I shrugged and then twitched again. “Started when I was a kid.”
“Amazing how much starts then.” The girl touched my shoulder. “I'm Marcelle.”
That was a fantastic name: her name was everything. I stared at the bookshelf in front of me as if the books could compete with this girl. Impossible. Funny. “I'm Ronan,” I said.
“Doesn't fit you,” she replied.
“What?” I looked at her, twitched.
“Ronan,” she said.
I shrugged. “It's Gaelic, means little seal.”
Marcelle cocked her head again.
“My brother called me Ro-Ro.” Shit. I shouldn't have told her that.
I mean, why did I have to bring up him?
“Ro-Ro?” Marcelle stared into my eyes. “Maybe they both fit.”
“I guess.”
“What're you up to here?”
I looked around the bookstore. “I was going toâ¦borrow a book or something.”
“Borrow?”
I shrugged, then cracked a smile.
“You need a job?”
Twitch. “I don't know, maybe.”
“I know a porn shop that needs help.”
“What porn shop?”
Marcelle told me.
“Isn't that a gay porn shop?”
“So?” She smiled. I twitched.
To tell you the truth, people often assumed I was gay. My brother was the athlete: I was the faggot. Aside from the fact I was thin and sort of gangly, my hair curled into what my mom once referred to as “ringlets.” Death of me. My brother
let me have it. “Ringlets? Ha ha. Girls have ringlets. Ro-Ro, the girl.” Sometimes I imagined wearing girls' underwear, but I wasn't sure that made me girly or gay or even effeminate, maybe ambiguous. Anyway, I'd never admitted it.

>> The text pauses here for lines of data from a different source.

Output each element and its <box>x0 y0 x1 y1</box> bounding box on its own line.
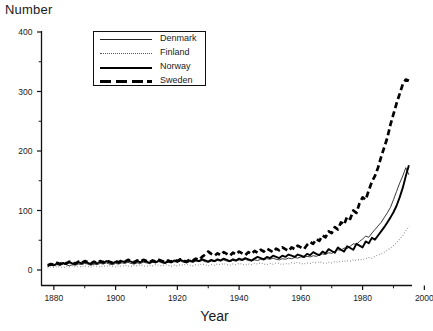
y-tick-label: 300 <box>18 87 32 97</box>
y-tick-label: 100 <box>18 206 32 216</box>
legend-label-sweden: Sweden <box>160 75 193 85</box>
chart-container: Number 0100200300400 1880190019201940196… <box>0 0 433 331</box>
legend-item-finland: Finland <box>94 47 205 60</box>
legend-label-norway: Norway <box>160 61 191 71</box>
series-line-norway <box>48 165 409 266</box>
legend-item-denmark: Denmark <box>94 33 205 46</box>
x-tick-label: 1880 <box>44 293 63 303</box>
x-tick-label: 1960 <box>291 293 310 303</box>
x-tick-label: 2000 <box>415 293 433 303</box>
data-series-group <box>48 80 409 268</box>
x-tick-label: 1980 <box>353 293 372 303</box>
legend-swatch-finland <box>100 53 152 54</box>
x-axis-title: Year <box>0 308 433 324</box>
y-tick-label: 400 <box>18 27 32 37</box>
x-axis-ticks: 1880190019201940196019802000 <box>44 286 433 304</box>
legend-swatch-norway <box>100 67 152 69</box>
y-tick-label: 200 <box>18 146 32 156</box>
x-axis-title-text: Year <box>200 308 228 324</box>
x-tick-label: 1920 <box>168 293 187 303</box>
x-tick-label: 1940 <box>230 293 249 303</box>
plot-area: 0100200300400 18801900192019401960198020… <box>0 0 433 331</box>
legend-item-norway: Norway <box>94 61 205 74</box>
legend: Denmark Finland Norway Sweden <box>93 31 206 86</box>
series-line-sweden <box>48 80 409 266</box>
legend-swatch-denmark <box>100 39 152 40</box>
legend-swatch-sweden <box>100 80 152 83</box>
legend-label-denmark: Denmark <box>160 33 197 43</box>
y-tick-label: 0 <box>28 265 33 275</box>
legend-label-finland: Finland <box>160 47 190 57</box>
y-axis-ticks: 0100200300400 <box>18 27 41 275</box>
legend-item-sweden: Sweden <box>94 75 205 88</box>
series-line-denmark <box>48 168 409 267</box>
x-tick-label: 1900 <box>106 293 125 303</box>
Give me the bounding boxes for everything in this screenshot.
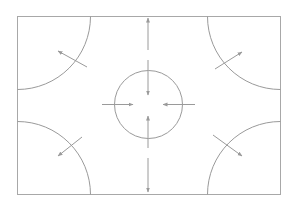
bottom-right-corner-arc [207, 122, 280, 195]
arrow-bottom-right-outward-icon [213, 135, 242, 156]
diagram-canvas [0, 0, 296, 204]
bottom-left-corner-arc [18, 122, 91, 195]
frame-rectangle [18, 17, 281, 195]
top-left-corner-arc [18, 17, 91, 90]
top-right-corner-arc [208, 17, 281, 90]
diagram-svg [0, 0, 296, 204]
arrow-top-right-outward-icon [215, 52, 242, 69]
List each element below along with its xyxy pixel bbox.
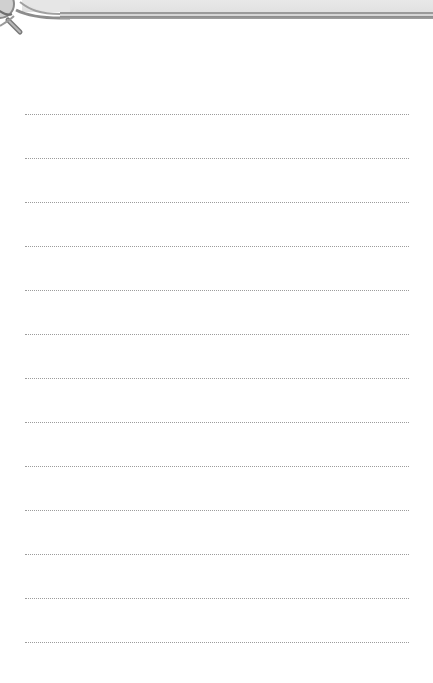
ruled-line <box>25 114 409 115</box>
ruled-line <box>25 290 409 291</box>
ruled-line <box>25 422 409 423</box>
ruled-line <box>25 642 409 643</box>
ruled-line <box>25 598 409 599</box>
ruled-line <box>25 158 409 159</box>
ruled-line <box>25 510 409 511</box>
ruled-line <box>25 378 409 379</box>
ruled-line <box>25 554 409 555</box>
ruled-line <box>25 246 409 247</box>
ruled-line <box>25 202 409 203</box>
ruled-line <box>25 466 409 467</box>
ruled-lines <box>0 0 433 683</box>
ruled-line <box>25 334 409 335</box>
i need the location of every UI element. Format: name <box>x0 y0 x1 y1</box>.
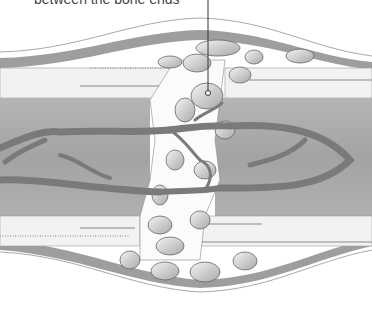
fracture-illustration: between the bone ends <box>0 0 372 309</box>
fracture-diagram <box>0 0 372 309</box>
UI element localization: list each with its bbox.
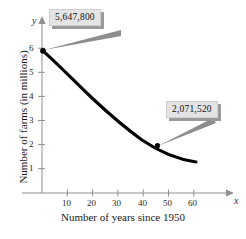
x-tick-label-60: 60 — [188, 199, 197, 208]
plot-area — [0, 0, 246, 239]
x-tick-label-10: 10 — [62, 199, 71, 208]
x-tick-label-30: 30 — [112, 199, 121, 208]
callout-leader-bottom — [158, 118, 216, 146]
y-axis-symbol: y — [32, 16, 36, 26]
x-tick-label-50: 50 — [163, 199, 172, 208]
data-point-marker-end — [155, 143, 160, 148]
chart-figure: 6 5 4 3 2 1 10 20 30 40 50 60 y x Number… — [0, 0, 246, 239]
callout-leader-top — [44, 30, 121, 50]
x-axis-symbol: x — [234, 196, 238, 206]
y-tick-label-2: 2 — [29, 140, 34, 149]
x-tick-label-40: 40 — [138, 199, 147, 208]
y-axis-title: Number of farms (in millions) — [17, 32, 29, 202]
y-axis-arrow-icon — [38, 16, 45, 24]
x-axis-title: Number of years since 1950 — [0, 211, 246, 223]
y-tick-label-1: 1 — [29, 164, 34, 173]
x-axis-arrow-icon — [226, 189, 234, 196]
y-tick-label-3: 3 — [29, 116, 34, 125]
data-point-marker-start — [40, 48, 46, 54]
callout-value-end: 2,071,520 — [166, 101, 218, 118]
y-tick-label-4: 4 — [29, 92, 34, 101]
y-tick-label-6: 6 — [29, 44, 34, 53]
y-tick-label-5: 5 — [29, 68, 34, 77]
x-tick-label-20: 20 — [87, 199, 96, 208]
callout-value-start: 5,647,800 — [49, 9, 101, 26]
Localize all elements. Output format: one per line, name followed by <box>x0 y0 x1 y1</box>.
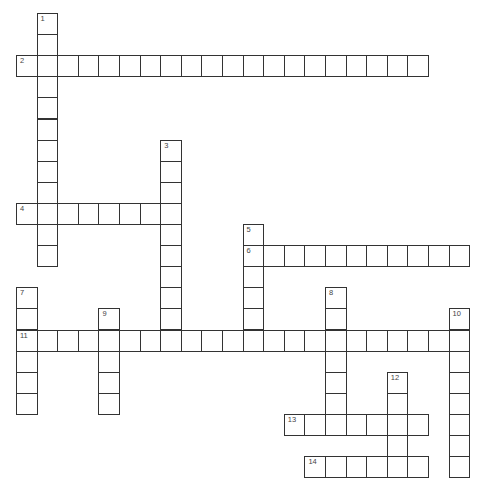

Who could I tell and not be ostracized for life?
“The guy at the porn shop is nice. I know him,” Marcelle said.
“Thanks. I mean I've got nothing against gay porn shops. I'm just not gay.”
Marcelle smiled then pushed a piece of hair behind her ear. “Where do you live?”
Jesus. Hard questions. You need a job? Where do you live? I'd strike out with this girl any second. “I don't know,” I said. “Places, I guess.”
Marcelle stepped closer. I saw the pores in her nose, a few freckles; then I admired the bow shape to her lips. “Let's get out of here,” she said.
“Okay.” I continued to stare at her mouth.
When she started to go I followed. Outside she pointed west. “My place is that way, eight blocks.”
I couldn't believe this. She wanted me to go with her? “Okay,” I said.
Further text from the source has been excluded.